As expected, Jon Hamm is picture perfect as Walter. After all, even at his most charming, Don Draper always seemed a bit robotic. Here, Hamm is utterly believable as software, yet he has at least as much compassion as any of the humans in Marjorie’s life. You get the sense that he’s eager to learn what he can in order to console her, not simply because someone programmed him that way. Tess and Jon are played with immense skill by Oscar winners Geena Davis and Tim Robbbins. And, Stephanie Andujar (Orange is the New Black) more than holds her own as Marjorie’s (human) companion Julie.
The idea that advanced technology could be used to help manage basic human emotions is understandably controversial. The primes (Walter is only the first of multiple primes in the film) effectively alleviate pain. But, in doing so, are they also somehow diminishing the love the loss of which was the cause of the pain in the first place? If you could only remember the happy times, would you want to?
Similar questions are posed in the much lauded episode of Netflix’s Black Mirror, which won two Emmy awards last week. San Junipero, from the third season of the popular series, takes its name from a colorful 1980s California town. Two women, timid Yorkie (Mackenzie Davis) and extrovert Kelly (Gugu Mbatha-Raw) meet and fall in love. Their relationship spans decades, but they don’t age (Black Mirror has been described as digital age’s Twilight Zone).
If you are interested in watching San Junipero (I highly recommend it), skip the next paragraph.
Eventually, we realize that San Junipero is a virtual reality, or an elaborate form of “nostalgia therapy.” In the real world, both women are elderly. Yorkie is a quadriplegic; Kelly is dying. They decide to “pass over;” their bodies die but their consciousness is captured and uploaded to a vast computer so they can “live” in San Junipero together forever. The unlikely happy ever after is punctuated by The Gogos’ Belinda Carlisle singing, “Ooh, heaven is a place on Earth.”
Alas (or fortunately, depending on how you look at it) neither primes nor San Junipero exists quite yet. But, the technology is not that far-fetched. Until then, we do have options about our digital afterlife. Facebook offers choices to its deceased members (of course, those members have to make their choice before they’re actually deceased). You can have your profile deleted completely. You can have it “memorialized;” it remains as a “Remembering” page but is inactive. Or, you can appoint someone to be your after-death custodian or “legacy contact.”
Meanwhile, another site has been developed specifically to serve those who have already died. DeadSocial (that’s the real name I’m afraid) allows members to create a “digital legacy.” They can pre-post and schedule good-bye messages, birthday greetings, love notes, reminders. Then, their executor activates the account upon the member’s death. As Dr. Mark Taubert, a British expert in end-of-life planning, recently explained, this twenty-first century concept has a practical side. “What if one family member, after your death, insists that your Facebook profile is deleted, and another wants it to be memorialized into perpetuity?” he asked. “If you haven’t expressed a prior opinion, you won’t get a say.”
Having a say about what happens to our online selves after we die may not seem important to us. But, it may become a very significant thing for our children and grandchildren, who live so much of their lives online. In their futures, digital legacies may be as common as last wills and testaments. At the rate we’re going, comfort avatars and nostalgia therapy won’t be science fiction.
As Marjorie says, “The future will be here soon enough. Might as well get friendly with it.”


Scan the entries below for the word "person", then copy each line that holds it.

● ● ● ● ● ● ●

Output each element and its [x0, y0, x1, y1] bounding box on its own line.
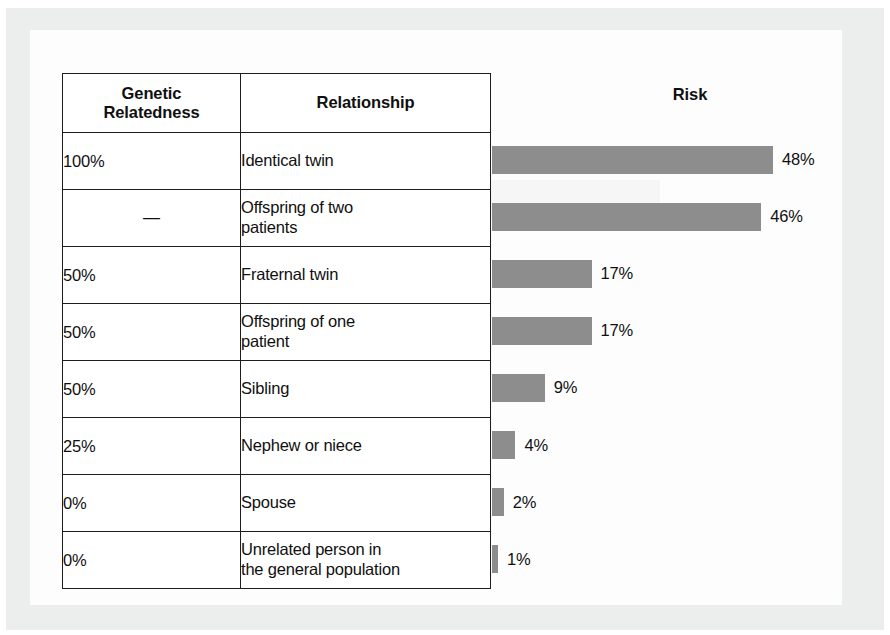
cell-relationship-line1: Identical twin: [241, 151, 490, 171]
bar-row: 48%: [492, 131, 872, 188]
cell-relationship: Offspring of onepatient: [241, 304, 491, 361]
table-row: 0%Spouse: [63, 475, 491, 532]
cell-relationship: Nephew or niece: [241, 418, 491, 475]
risk-bar-label: 2%: [513, 493, 536, 512]
table-row: 50%Sibling: [63, 361, 491, 418]
cell-relationship-line1: Sibling: [241, 379, 490, 399]
cell-relationship-line2: patients: [241, 218, 490, 238]
cell-relationship-line1: Offspring of one: [241, 312, 490, 332]
cell-relationship-line1: Fraternal twin: [241, 265, 490, 285]
cell-genetic-relatedness: 50%: [63, 361, 241, 418]
risk-bar: [492, 545, 498, 573]
risk-bar-label: 4%: [524, 436, 547, 455]
cell-relationship: Identical twin: [241, 133, 491, 190]
cell-genetic-relatedness: 25%: [63, 418, 241, 475]
risk-bar: [492, 260, 592, 288]
risk-figure: Genetic Relatedness Relationship 100%Ide…: [0, 0, 890, 635]
column-header-genetic-relatedness-line1: Genetic: [63, 84, 240, 103]
table-body: 100%Identical twin—Offspring of twopatie…: [63, 133, 491, 589]
risk-bar: [492, 146, 773, 174]
table-header-row: Genetic Relatedness Relationship: [63, 74, 491, 133]
risk-bar-label: 1%: [507, 550, 530, 569]
risk-bar-label: 17%: [601, 264, 633, 283]
table-row: —Offspring of twopatients: [63, 190, 491, 247]
bar-row: 46%: [492, 188, 872, 245]
cell-genetic-relatedness: 0%: [63, 532, 241, 589]
table-row: 50%Offspring of onepatient: [63, 304, 491, 361]
bar-row: 4%: [492, 416, 872, 473]
risk-bar-label: 17%: [601, 321, 633, 340]
risk-bar: [492, 488, 504, 516]
bar-row: 9%: [492, 359, 872, 416]
cell-relationship: Spouse: [241, 475, 491, 532]
risk-bar-label: 46%: [770, 207, 802, 226]
table-row: 25%Nephew or niece: [63, 418, 491, 475]
cell-relationship-line2: the general population: [241, 560, 490, 580]
column-header-relationship: Relationship: [241, 74, 491, 133]
bar-row: 2%: [492, 474, 872, 531]
cell-relationship: Fraternal twin: [241, 247, 491, 304]
bar-row: 17%: [492, 245, 872, 302]
cell-relationship-line1: Unrelated person in: [241, 540, 490, 560]
column-header-genetic-relatedness-line2: Relatedness: [63, 103, 240, 122]
column-header-risk: Risk: [560, 85, 820, 104]
cell-relationship: Unrelated person inthe general populatio…: [241, 532, 491, 589]
cell-genetic-relatedness: 50%: [63, 304, 241, 361]
risk-bar: [492, 203, 761, 231]
cell-genetic-relatedness: —: [63, 190, 241, 247]
cell-relationship: Offspring of twopatients: [241, 190, 491, 247]
cell-genetic-relatedness: 50%: [63, 247, 241, 304]
risk-bar: [492, 374, 545, 402]
cell-relationship-line1: Nephew or niece: [241, 436, 490, 456]
cell-relationship-line1: Offspring of two: [241, 198, 490, 218]
cell-relationship: Sibling: [241, 361, 491, 418]
risk-bar: [492, 431, 515, 459]
scan-frame: Genetic Relatedness Relationship 100%Ide…: [0, 0, 890, 635]
cell-relationship-line1: Spouse: [241, 493, 490, 513]
table-row: 50%Fraternal twin: [63, 247, 491, 304]
risk-table: Genetic Relatedness Relationship 100%Ide…: [62, 73, 491, 589]
risk-bar-label: 48%: [782, 150, 814, 169]
risk-bar-label: 9%: [554, 378, 577, 397]
bar-row: 17%: [492, 302, 872, 359]
column-header-genetic-relatedness: Genetic Relatedness: [63, 74, 241, 133]
risk-bar-chart: 48%46%17%17%9%4%2%1%: [492, 131, 872, 588]
bar-row: 1%: [492, 531, 872, 588]
cell-genetic-relatedness: 0%: [63, 475, 241, 532]
cell-relationship-line2: patient: [241, 332, 490, 352]
cell-genetic-relatedness: 100%: [63, 133, 241, 190]
table-row: 100%Identical twin: [63, 133, 491, 190]
risk-bar: [492, 317, 592, 345]
table-row: 0%Unrelated person inthe general populat…: [63, 532, 491, 589]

● ● ● ● ● ● ●

* **EXERCISE SOLUTION**
cell-relationship-line1: Unrelated person in: [241, 540, 490, 560]
cell-relationship: Unrelated person inthe general populatio…: [241, 532, 491, 589]
table-row: 0%Unrelated person inthe general populat…: [63, 532, 491, 589]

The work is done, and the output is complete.